Sterling got to the road and ran across it. One of the County Sheriff's cars had come to a skidding, veering stop on the far side. The deputies were out and standing there, looking down, guns pointing.
Sterling's cheeks were stretched and his gums were cold, so he supposed he was grinning. “We
got
the bastard.”
They ran down the embankment.
Blaze dodged through a skeletal stand of poplar and ash. On the other side, everything opened up. The trees and underbrush were gone. There was a flat white stillness in front of him, and that was the river. On the far side, gray-green masses of spruce and pine marched toward a snow-choked horizon.
Blaze began to walk out onto the ice. He got nine steps before the ice broke, plunging him in frigid water up to his thighs. Struggling for breath, he lurched back to the bank and climbed it.
Sterling and the two deputies burst through the last clump of trees. “FBI,” Sterling said. “Lay the baby down on the snow and step back.”
Blaze turned to the right and began to run. His breath was hot and hard going down his throat now. He looked for a bird, any bird over the river, and saw none. What he saw was George. George was standing eighty yards or so ahead. He was mostly obscured by blowing snow, but Blaze could see his cap, slewed around to the leftâthe good-luck side.
“Come on, Blaze! Come on, you fucking slowpoke! Show em your heels! Show em how we roll, goddammit!”
Blaze ran faster. The first bullet took him in the right calf. They were firing low to protect the baby. It didn't slow him down; he didn't even feel it. The second hit the back of his knee and blew his kneecap out in a spray of blood and bone fragments. Blaze didn't feel it. He kept running. Sterling would say later he never would have thought it possible, but the bastard just kept running. Like a gutshot moose.
“
Help me, George! I'm in trouble!
”
George was gone, but Blaze could hear his hoarse, raspy voiceâit came to him on the wind. “Yeah, but you're almost out of it. Shag, baby.”
Blaze let out the last notch. He was gaining on them. He was getting his second wind. He and Joe were going to get away after all. It had been a close shave, but it was all going to turn out okay. He looked at the river, straining his eyes, trying to see George. Or a bird. Just one bird.
The third bullet struck him in the right buttock, angled up, shattered his hip. The slug also shattered. The largest piece hung a left and tore open his large intestine. Blaze staggered, almost fell, then took off running again.
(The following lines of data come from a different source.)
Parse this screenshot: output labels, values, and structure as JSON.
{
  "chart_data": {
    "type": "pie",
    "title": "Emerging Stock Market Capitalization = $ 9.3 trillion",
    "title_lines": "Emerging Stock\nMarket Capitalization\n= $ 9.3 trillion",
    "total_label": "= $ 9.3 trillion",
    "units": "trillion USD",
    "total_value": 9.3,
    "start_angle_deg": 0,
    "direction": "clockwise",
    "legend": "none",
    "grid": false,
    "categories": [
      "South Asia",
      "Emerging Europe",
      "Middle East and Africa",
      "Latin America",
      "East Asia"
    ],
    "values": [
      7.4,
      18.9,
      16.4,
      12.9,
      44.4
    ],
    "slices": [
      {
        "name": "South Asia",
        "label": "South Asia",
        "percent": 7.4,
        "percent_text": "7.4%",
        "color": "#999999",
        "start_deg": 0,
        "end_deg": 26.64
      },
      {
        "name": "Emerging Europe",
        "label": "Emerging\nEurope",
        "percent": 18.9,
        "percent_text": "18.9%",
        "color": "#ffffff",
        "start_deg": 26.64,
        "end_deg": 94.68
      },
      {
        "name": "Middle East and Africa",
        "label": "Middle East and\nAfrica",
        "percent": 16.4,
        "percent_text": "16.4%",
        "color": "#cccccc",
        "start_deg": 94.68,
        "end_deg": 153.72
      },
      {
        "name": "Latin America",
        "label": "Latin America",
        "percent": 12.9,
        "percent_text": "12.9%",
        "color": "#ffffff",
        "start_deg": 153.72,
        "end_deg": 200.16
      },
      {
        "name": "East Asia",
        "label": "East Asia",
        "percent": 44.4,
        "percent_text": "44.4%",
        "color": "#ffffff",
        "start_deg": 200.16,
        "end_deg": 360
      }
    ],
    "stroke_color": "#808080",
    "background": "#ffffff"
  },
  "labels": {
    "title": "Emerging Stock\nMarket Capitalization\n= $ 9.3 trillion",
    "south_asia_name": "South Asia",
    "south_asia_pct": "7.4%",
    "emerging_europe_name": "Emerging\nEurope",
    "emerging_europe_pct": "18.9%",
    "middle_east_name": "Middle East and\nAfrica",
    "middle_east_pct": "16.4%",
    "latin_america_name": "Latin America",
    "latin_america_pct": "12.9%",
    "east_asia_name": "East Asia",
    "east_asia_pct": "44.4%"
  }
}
Sterling was down on one knee with his gun in both hands. He sighted quickly, almost off-handedly. The trick was not to let yourself think too much. You had to trust your hand-eye coordination and let it do its work. “Jesus, work Your will,” he said.
The fourth bulletâSterling's firstâstruck Blaze in the lower back, severing his spinal cord. It felt like being punched by a big hand in a boxing glove, just above the kidneys. He went down, and Joe flew from his arms.
“Joe!” he cried, and began to haul himself forward on his elbows. Joe's eyes were open; he was looking at him.
“He's going for the kid!” one of the deputies yelled.
Blaze reached for Joe with one large hand. Joe's own hand, searching for anything, met it. The tiny fingers wrapped around Blaze's thumb.
Sterling stood behind Blaze, panting. He spoke low, so the deputies couldn't hear him. “This is for Bruce, sweetheart.”
“George?” Blaze said, and then Sterling pulled the trigger.